Week 2: fix your W-4 instead of guessing
The W-4 you sign during onboarding sets your tax withholding, and defaults are wrong for anyone with a working spouse, a side income, or major deductions. Withhold too little and you get a bill plus possible penalties in April; too much and you're giving the government an interest-free loan all year. Spend ten minutes with the IRS Tax Withholding Estimator at IRS.gov — it tells you exactly what to put on the form. Do this especially if you changed jobs mid-year, because two employers' worth of standard withholding often under-collects.
Week 3: deal with the old 401(k)
Whatever you do, don't cash it out. A $20,000 balance cashed out before age 59½ loses roughly 30–40% immediately to income tax plus the 10% early withdrawal penalty, and loses decades of growth on top. Your real options:
- Roll it into your new employer's 401(k). Simplest bookkeeping, and fine if the new plan's funds are decent and cheap.

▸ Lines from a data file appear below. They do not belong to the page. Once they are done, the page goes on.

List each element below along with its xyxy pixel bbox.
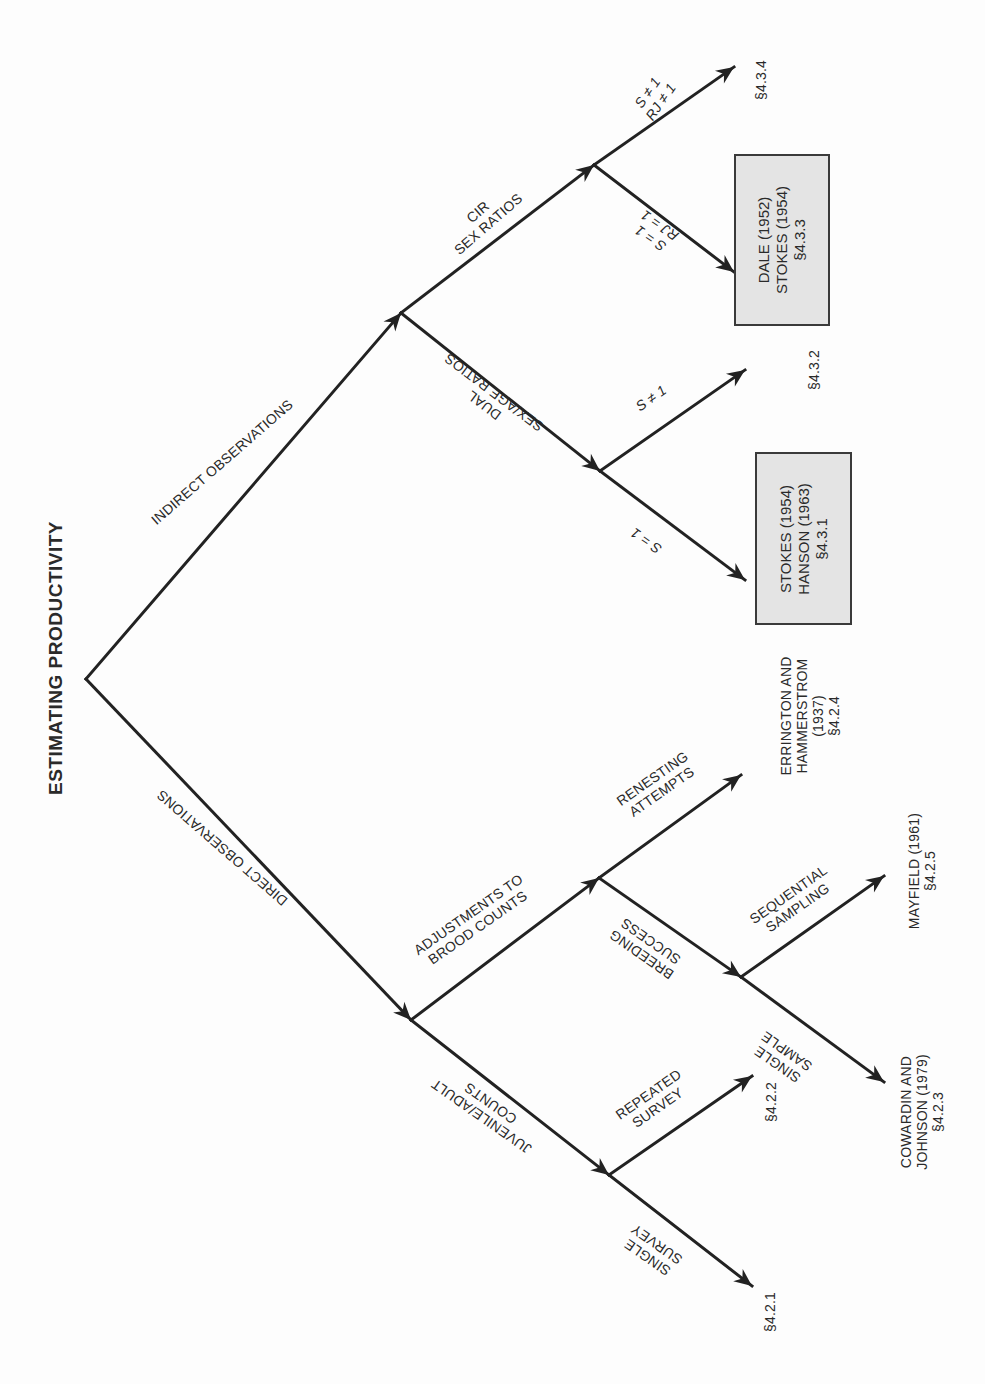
edge-dual-432 [600, 370, 745, 471]
reference-box-stokes-hanson: STOKES (1954) HANSON (1963) §4.3.1 [755, 452, 852, 625]
endpoint-section-4-2-2: §4.2.2 [763, 1082, 779, 1122]
endpoint-section-4-2-1: §4.2.1 [762, 1292, 778, 1332]
edge-breeding-423 [741, 977, 884, 1082]
endpoint-section-4-3-2: §4.3.2 [806, 350, 822, 390]
endpoint-mayfield: MAYFIELD (1961) §4.2.5 [906, 813, 938, 929]
endpoint-errington-hammerstrom: ERRINGTON AND HAMMERSTROM (1937) §4.2.4 [778, 656, 842, 775]
productivity-decision-tree: ESTIMATING PRODUCTIVITY INDIRECT OBSERVA… [0, 0, 985, 1384]
edge-root-direct [86, 679, 411, 1020]
diagram-title: ESTIMATING PRODUCTIVITY [45, 521, 67, 795]
endpoint-section-4-3-4: §4.3.4 [753, 60, 769, 100]
reference-box-dale-stokes: DALE (1952) STOKES (1954) §4.3.3 [734, 154, 830, 326]
reference-box-dale-stokes-text: DALE (1952) STOKES (1954) §4.3.3 [755, 186, 809, 294]
edge-dual-431 [600, 471, 745, 580]
endpoint-cowardin-johnson: COWARDIN AND JOHNSON (1979) §4.2.3 [898, 1054, 946, 1170]
edge-root-indirect [86, 313, 401, 679]
reference-box-stokes-hanson-text: STOKES (1954) HANSON (1963) §4.3.1 [777, 483, 831, 595]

- Roll it into an IRA at a low-cost brokerage. Maximum investment choice and usually the lowest fees. The one catch: a large IRA balance complicates the backdoor Roth maneuver, so high earners who plan to use it may prefer option 1.
- Leave it where it is, if the old plan is exceptionally good and the balance is over the threshold (typically $7,000) below which plans can force you out.

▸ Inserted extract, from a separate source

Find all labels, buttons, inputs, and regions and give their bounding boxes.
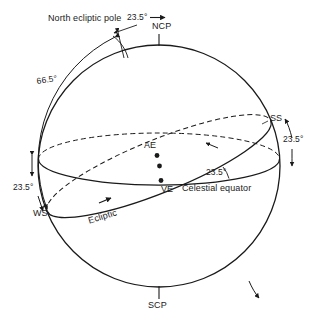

Request a direct rollover — trustee to trustee — so no check is ever made out to you personally. An indirect rollover starts a 60-day clock and triggers mandatory 20% withholding, and people genuinely lose retirement money to this technicality every year.
Day 30: capture the raise before your lifestyle does
If this job pays more than your last one, you have a brief window before the bigger paychecks feel normal. Decide right now where the difference goes. A clean split: put half the raise toward one goal — emergency fund until you have 3–6 months of expenses, then high-interest debt, then bumping the 401(k) percentage — and let yourself actually enjoy the other half, guilt-free. Set the transfers up automatically on payday so the decision only has to happen once.
Also rebuild anything the job transition drained. If you burned savings during a gap between jobs or paid COBRA premiums, refilling that buffer comes before any investing beyond the employer match.
The oddball items worth five minutes each
- ESPP: if your company offers an employee stock purchase plan with a discount (often 15%, sometimes with a lookback), it's usually worth participating and selling shares promptly — the discount is close to free money, though the tax treatment takes a little reading.
- Commuter benefits let you pay for transit or parking pre-tax.
- The EAP (employee assistance program) often includes a few free sessions with a financial counselor or attorney. Nobody uses it. It's already paid for.
- Student loan help: a growing number of employers offer repayment contributions or 401(k) matches tied to your loan payments. Ask, because these rarely get advertised internally.
- Put a calendar reminder six weeks before your one-year mark to review all of this at open enrollment, when you actually understand the job and your expenses.
None of this requires expertise — just an hour or two before the 30-day window slams shut. The defaults are designed to be adequate. You can do meaningfully better than adequate with one focused evening.